For more than eight decades traffic on Hall Quay and across the Haven Bridge, and activity in the River Yare, have been “monitored” through unblinking eyes... that see nothing.

Great Yarmouth Mercury: A packed Market Place listens to a General Election address in 1959.A packed Market Place listens to a General Election address in 1959. (Image: Archant)

Important occasions, like formal announcements outside the Town Hall opposite, have similarly been ignored. That fixed stare continues to watch the mundane and the extraordinary.

In my lifetime, despite working round the corner at our newspaper office in Regent Street, I had never noticed those sightless eyes under an ornate helmet despite passing them almost daily.

So I am indebted to regular correspondent Trevor Nicholls, Great Yarmouth's retired registrar living in Lowestoft, for drawing my attention to that sightless "onlooker" who resolutely maintains a persistent stony silence.

It just fits into my occasional topic of "ghost signs" - advertisements and other items still on public view although the businesses they represented are long gone.

Great Yarmouth Mercury: Yarmouth Town Hall balcony from which the General Election result was announced in 1964. Sitting Conservative MP Anthony Fell retained the seat, beating Clinton Davis (Labour) and Liberal David Spreckley.Yarmouth Town Hall balcony from which the General Election result was announced in 1964. Sitting Conservative MP Anthony Fell retained the seat, beating Clinton Davis (Labour) and Liberal David Spreckley. (Image: Archant)

The latest to be added to that list is... Winged Mercury. No - nothing to do with this newspaper, let me hasten to assure readers. It is a reference to classic legend.

An encyclopedia informs us that Mercury was the Roman god of shopkeepers and merchants, travellers and transporters of goods (and of thieves and tricksters) and is often identified with the Greek Hermes, the fleet-footed messenger of the gods.

"Ghostly allusions to long-gone businesses are a delight to those with a nostalgic eye," writes Trevor. "Usually these glimpses are words, but on Hall Quay there is a symbolic one, a reference derived from antiquity and now the sole clue as to the premises' former original use."

Presumably the designers of the new telephone exchange in the Thirties were classicists, although Trevor whimsically notes the image's mundane role - "It is there, ever watching the traffic on Hall Quay."

Great Yarmouth Mercury: The entrance to Great Yarmouth's former telephone exchange on Hall Quay, built in 1936, with the sculpted head above the door.The entrance to Great Yarmouth's former telephone exchange on Hall Quay, built in 1936, with the sculpted head above the door. (Image: Archant)

Time was when Hall Quay bustled, with much for those blank "eyes" to observe, but the provision of a the Breydon Bridge and bypass in 1986 meant most traffic used that route instead of the Haven Bridge.

The face, sculpted from concrete (or marble?) is above a street door to a building that older generations of Yarmouthians will recall as the GPO telephone exchange, adjoining the head post office at the Regent Street corner.

Perhaps only a minority of the countless thousands of passers-by down the decades noticed it because it is high above steps and a distinctive doorway.

"There must have been a classicist in the architect's office 80 years ago," Trevor muses. I can think of no other explanation, unless you equate the "messenger" reference with the telephone exchange and messages being conveyed by phone and telegram.

After all, Hall Quay was a hub of business and commerce for much of the 20th century but, as we have noted here recently, foot-fall and vehicle numbers there have markedly slumped since all five busy bank branches that dominated this short stretch of road have now closed.

When traditional red telephone boxes were the norm because few homes had a phone, we relied on the public ones with their press buttons A and B.

Trevor recalls "the row of red telephone kiosks which stood in a row in front of the telephone exchange on Hall Quay", linking them to memories of Yarmouth's General Election votes, traditionally counted the following day.

"The ballot boxes were locked in a cell at the police station overnight, if I remember correctly," he writes. "The result was announced at about midday from the Town Hall balcony.

"At that time, all those red telephone boxes had been commandeered by Press men, standing half in and half out, ready to relay the Yarmouth result to their news rooms."

Local journalists had no need to commandeer a phone box - we just scurried a few paces to our Regent Street office to transmit the election outcome. And news agencies and national newspapers probably relied on local freelances rather than sending a journalist here.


### Assigned task
Starting at the first line of the listing below, repeat each line exactly until the line containing "Image is 688x329 pixels.", which you include. Leave out pictures.

### Data for analysis
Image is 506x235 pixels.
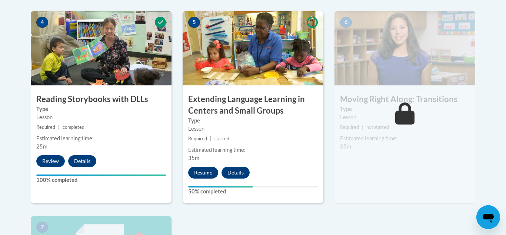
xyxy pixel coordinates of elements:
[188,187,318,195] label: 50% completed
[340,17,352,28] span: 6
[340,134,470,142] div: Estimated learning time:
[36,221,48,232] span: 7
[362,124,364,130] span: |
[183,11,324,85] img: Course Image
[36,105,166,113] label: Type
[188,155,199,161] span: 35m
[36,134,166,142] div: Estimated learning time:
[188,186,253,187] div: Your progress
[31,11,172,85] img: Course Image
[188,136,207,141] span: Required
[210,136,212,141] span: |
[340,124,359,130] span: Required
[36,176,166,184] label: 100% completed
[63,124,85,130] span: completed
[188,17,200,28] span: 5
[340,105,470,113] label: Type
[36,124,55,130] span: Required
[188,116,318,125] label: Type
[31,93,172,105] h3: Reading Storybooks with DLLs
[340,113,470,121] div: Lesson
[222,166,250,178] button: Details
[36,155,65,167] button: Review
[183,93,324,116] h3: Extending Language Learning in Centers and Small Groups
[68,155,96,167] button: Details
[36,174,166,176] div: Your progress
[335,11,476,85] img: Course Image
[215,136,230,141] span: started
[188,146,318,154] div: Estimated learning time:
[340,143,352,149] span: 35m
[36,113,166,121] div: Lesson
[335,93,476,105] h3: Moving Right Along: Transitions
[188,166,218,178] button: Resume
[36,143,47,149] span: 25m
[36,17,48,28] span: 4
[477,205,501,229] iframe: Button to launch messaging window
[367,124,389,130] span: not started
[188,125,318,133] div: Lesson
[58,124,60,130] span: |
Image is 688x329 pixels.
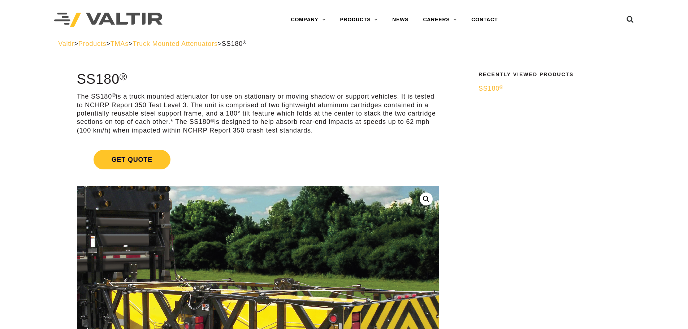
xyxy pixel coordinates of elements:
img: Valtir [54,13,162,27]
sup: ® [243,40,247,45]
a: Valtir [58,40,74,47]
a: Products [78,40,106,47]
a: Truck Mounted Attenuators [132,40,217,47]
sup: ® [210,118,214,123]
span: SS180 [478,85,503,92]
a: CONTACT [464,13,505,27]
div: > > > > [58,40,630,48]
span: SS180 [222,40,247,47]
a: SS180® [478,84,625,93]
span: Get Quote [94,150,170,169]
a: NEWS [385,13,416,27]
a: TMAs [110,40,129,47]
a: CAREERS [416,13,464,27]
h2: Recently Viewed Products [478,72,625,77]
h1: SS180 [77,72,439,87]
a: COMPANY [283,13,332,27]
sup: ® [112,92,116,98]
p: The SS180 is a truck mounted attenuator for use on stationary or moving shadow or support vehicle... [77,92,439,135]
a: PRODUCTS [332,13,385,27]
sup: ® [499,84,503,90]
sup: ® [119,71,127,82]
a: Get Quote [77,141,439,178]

### Task output
Image is 506x235 pixels.
xyxy pixel coordinates of elements:
[188,187,318,195] label: 50% completed
[340,17,352,28] span: 6
[340,134,470,142] div: Estimated learning time:
[36,221,48,232] span: 7
[362,124,364,130] span: |
[183,11,324,85] img: Course Image
[36,105,166,113] label: Type
[188,155,199,161] span: 35m
[36,134,166,142] div: Estimated learning time:
[188,186,253,187] div: Your progress
[31,11,172,85] img: Course Image
[188,136,207,141] span: Required
[210,136,212,141] span: |
[340,124,359,130] span: Required
[36,176,166,184] label: 100% completed
[63,124,85,130] span: completed
[188,17,200,28] span: 5
[340,105,470,113] label: Type
[36,124,55,130] span: Required
[188,116,318,125] label: Type
[31,93,172,105] h3: Reading Storybooks with DLLs
[340,113,470,121] div: Lesson
[222,166,250,178] button: Details
[36,155,65,167] button: Review
[183,93,324,116] h3: Extending Language Learning in Centers and Small Groups
[68,155,96,167] button: Details
[36,174,166,176] div: Your progress
[335,11,476,85] img: Course Image
[215,136,230,141] span: started
[188,146,318,154] div: Estimated learning time:
[340,143,352,149] span: 35m
[36,113,166,121] div: Lesson
[335,93,476,105] h3: Moving Right Along: Transitions
[188,166,218,178] button: Resume
[36,143,47,149] span: 25m
[36,17,48,28] span: 4
[477,205,501,229] iframe: Button to launch messaging window
[367,124,389,130] span: not started
[188,125,318,133] div: Lesson
[58,124,60,130] span: |
Image is 688x329 pixels.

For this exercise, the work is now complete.